Can a floor layers, except carpet, wood, and hard tile afford a 2BR apartment alone in Michigan?

It’s a stretch — at the median salary of $47K, rent takes 40.5% of take-home pay. A 2-bedroom at the HUD Fair Market Rent runs $1,272/month. The 30% guideline puts the comfortable ceiling at roughly $900/month in rent — so roommates or a 1-bedroom would ease the math significantly.

What’s the entry-level salary for floor layers, except carpet, wood, and hard tiles in Michigan?

The 10th-percentile wage — what new floor layers, except carpet, wood, and hard tiles typically earn — is $37K/year. Take-home on that works out to about $2,211/month. At HUD’s $1,272/month FMR, rent would take 58% of that take-home — above the 30% guideline, so a 1-bedroom or shared housing is likely necessary starting out.

Is floor layers, except carpet, wood, and hard tile a high-paying job in Michigan?

Local pay runs 17% below the national median — $47K here vs. $56K nationally. Cost of living is 6% below the national average, which narrows that gap in real purchasing power.

How does Michigan compare to the national average for floor layers, except carpet, wood, and hard tiles?

Michigan pays $47K median vs. the U.S. average of $56K — that’s -17%. After adjusting for local cost of living (RPP 93.89), the purchasing-power equivalent is $50K — below the national median.

How much do floor layers, except carpet, wood, and hard tiles make in Michigan?

The median is $46,800 a year, that works out to about $23 an hour. But the range is wide: entry-level workers start around $36,850, and experienced floor layers, except carpet, wood, and hard tiles can clear $74,680. These are BLS numbers, based on employer-reported data, not self-reported surveys.

Is $47K enough to live in Michigan?

On that salary, you'd take home roughly $3,138/month after taxes. A 2-bedroom here rents for about $1,272/month, which eats 40.5% of your paycheck. That's above the 30% rule of thumb, housing will be a stretch at the median salary, though you can manage with roommates or a smaller place.

How far does a floor layers, except carpet, wood, and hard tiles salary go in Michigan?

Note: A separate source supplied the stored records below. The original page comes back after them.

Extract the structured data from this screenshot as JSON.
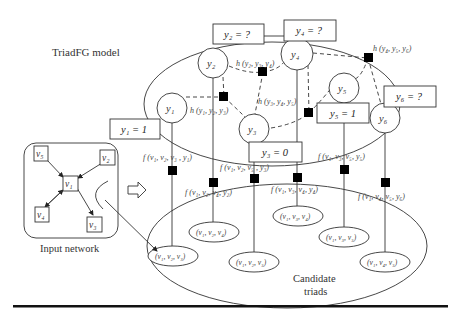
{
  "title": "TriadFG model",
  "input_network": {
    "label": "Input network",
    "nodes": [
      "v5",
      "v2",
      "v1",
      "v4",
      "v3"
    ],
    "node_labels": {
      "v1": "v₁",
      "v2": "v₂",
      "v3": "v₃",
      "v4": "v₄",
      "v5": "v₅"
    }
  },
  "candidate_label_line1": "Candidate",
  "candidate_label_line2": "triads",
  "variables": [
    {
      "id": "y1",
      "label": "y₁",
      "box": "y₁ = 1"
    },
    {
      "id": "y2",
      "label": "y₂",
      "box": "y₂ = ?"
    },
    {
      "id": "y3",
      "label": "y₃",
      "box": "y₃ = 0"
    },
    {
      "id": "y4",
      "label": "y₄",
      "box": "y₄ = ?"
    },
    {
      "id": "y5",
      "label": "y₅",
      "box": "y₅ = 1"
    },
    {
      "id": "y6",
      "label": "y₆",
      "box": "y₆ = ?"
    }
  ],
  "h_factors": [
    {
      "id": "h123",
      "label": "h (y₁, y₂, y₃)"
    },
    {
      "id": "h234",
      "label": "h (y₂, y₃, y₄)"
    },
    {
      "id": "h345",
      "label": "h (y₃, y₄, y₅)"
    },
    {
      "id": "h456",
      "label": "h (y₄, y₅, y₆)"
    }
  ],
  "f_factors": [
    {
      "id": "f1",
      "label": "f (v₁, v₂, v₃ , y₁)"
    },
    {
      "id": "f2",
      "label": "f (v₁, v₂, v₄, y₂)"
    },
    {
      "id": "f3",
      "label": "f (v₁, v₂, v₅ , y₃)"
    },
    {
      "id": "f4",
      "label": "f (v₁, v₃, v₄, y₄)"
    },
    {
      "id": "f5",
      "label": "f (v₁, v₃, v₅, y₅)"
    },
    {
      "id": "f6",
      "label": "f (v₁, v₄, v₅, y₆)"
    }
  ],
  "triads": [
    {
      "id": "t1",
      "label": "(v₁, v₂, v₃)"
    },
    {
      "id": "t2",
      "label": "(v₁, v₂, v₄)"
    },
    {
      "id": "t3",
      "label": "(v₁, v₂, v₅)"
    },
    {
      "id": "t4",
      "label": "(v₁, v₃, v₄)"
    },
    {
      "id": "t5",
      "label": "(v₁, v₃, v₅)"
    },
    {
      "id": "t6",
      "label": "(v₁, v₄, v₅)"
    }
  ],
  "arrow_symbol": "⇨"
}
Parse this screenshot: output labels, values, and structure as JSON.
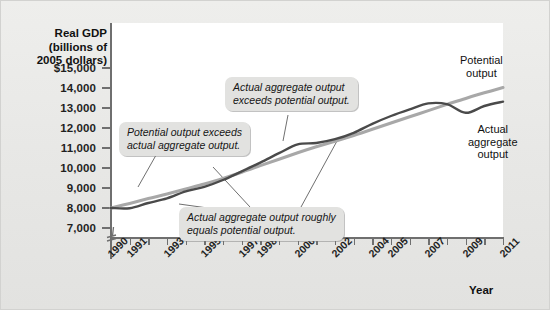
{
  "figure": {
    "y_axis_title": "Real GDP\n(billions of\n2005 dollars)",
    "y_axis_title_lines": [
      "Real GDP",
      "(billions of",
      "2005 dollars)"
    ],
    "x_axis_title": "Year"
  },
  "annotations": {
    "potential_exceeds": "Potential output exceeds\nactual aggregate output.",
    "potential_exceeds_lines": [
      "Potential output exceeds",
      "actual aggregate output."
    ],
    "actual_exceeds": "Actual aggregate output\nexceeds potential output.",
    "actual_exceeds_lines": [
      "Actual aggregate output",
      "exceeds potential output."
    ],
    "roughly_equals": "Actual aggregate output roughly\nequals potential output.",
    "roughly_equals_lines": [
      "Actual aggregate output roughly",
      "equals potential output."
    ],
    "potential_label_lines": [
      "Potential",
      "output"
    ],
    "actual_label_lines": [
      "Actual",
      "aggregate",
      "output"
    ]
  },
  "colors": {
    "potential_line": "#a8a8a8",
    "actual_line": "#4a4a4a",
    "plot_background": "#ffffff",
    "page_background": "#e9e9e7",
    "callout_background": "#e2e2e0",
    "axis": "#6f6f6f"
  },
  "chart_data": {
    "type": "line",
    "title": "",
    "xlabel": "Year",
    "ylabel": "Real GDP (billions of 2005 dollars)",
    "xlim": [
      1990,
      2011
    ],
    "ylim": [
      7000,
      15000
    ],
    "y_tick_labels": [
      "$15,000",
      "14,000",
      "13,000",
      "12,000",
      "11,000",
      "10,000",
      "9,000",
      "8,000",
      "7,000"
    ],
    "y_ticks": [
      15000,
      14000,
      13000,
      12000,
      11000,
      10000,
      9000,
      8000,
      7000
    ],
    "axis_break_below": 7000,
    "grid": false,
    "legend": "inline-labels",
    "x_tick_labels": [
      "1990",
      "1991",
      "1993",
      "1995",
      "1997",
      "1998",
      "2000",
      "2002",
      "2004",
      "2005",
      "2007",
      "2009",
      "2011"
    ],
    "x_tick_values": [
      1990,
      1991,
      1993,
      1995,
      1997,
      1998,
      2000,
      2002,
      2004,
      2005,
      2007,
      2009,
      2011
    ],
    "x_all_tick_values": [
      1990,
      1991,
      1992,
      1993,
      1994,
      1995,
      1996,
      1997,
      1998,
      1999,
      2000,
      2001,
      2002,
      2003,
      2004,
      2005,
      2006,
      2007,
      2008,
      2009,
      2010,
      2011
    ],
    "x": [
      1990,
      1991,
      1992,
      1993,
      1994,
      1995,
      1996,
      1997,
      1998,
      1999,
      2000,
      2001,
      2002,
      2003,
      2004,
      2005,
      2006,
      2007,
      2008,
      2009,
      2010,
      2011
    ],
    "series": [
      {
        "name": "Potential output",
        "color": "#a8a8a8",
        "values": [
          8000,
          8230,
          8470,
          8700,
          8950,
          9200,
          9480,
          9790,
          10120,
          10440,
          10760,
          11060,
          11340,
          11630,
          11940,
          12250,
          12560,
          12870,
          13180,
          13480,
          13760,
          14020
        ]
      },
      {
        "name": "Actual aggregate output",
        "color": "#4a4a4a",
        "values": [
          8000,
          7990,
          8250,
          8480,
          8830,
          9060,
          9400,
          9830,
          10270,
          10740,
          11180,
          11250,
          11440,
          11760,
          12210,
          12600,
          12930,
          13230,
          13190,
          12760,
          13100,
          13320
        ]
      }
    ],
    "notes": [
      "Potential output exceeds actual aggregate output.",
      "Actual aggregate output exceeds potential output.",
      "Actual aggregate output roughly equals potential output."
    ]
  }
}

Michigan has a Regional Price Parity of 93.89 (100 is the national average). That's below average, your money stretches further here than the raw salary number suggests. After cost-of-living adjustment, the median floor layers, except carpet, wood, and hard tiles salary is worth about $49,846 in national-average purchasing power.

Where do floor layers, except carpet, wood, and hard tiles get paid the most?

The table above ranks every state by median pay for this role. Keep in mind that the highest-paying states tend to have the highest costs of living, so the top salary doesn't always mean the most money in your pocket.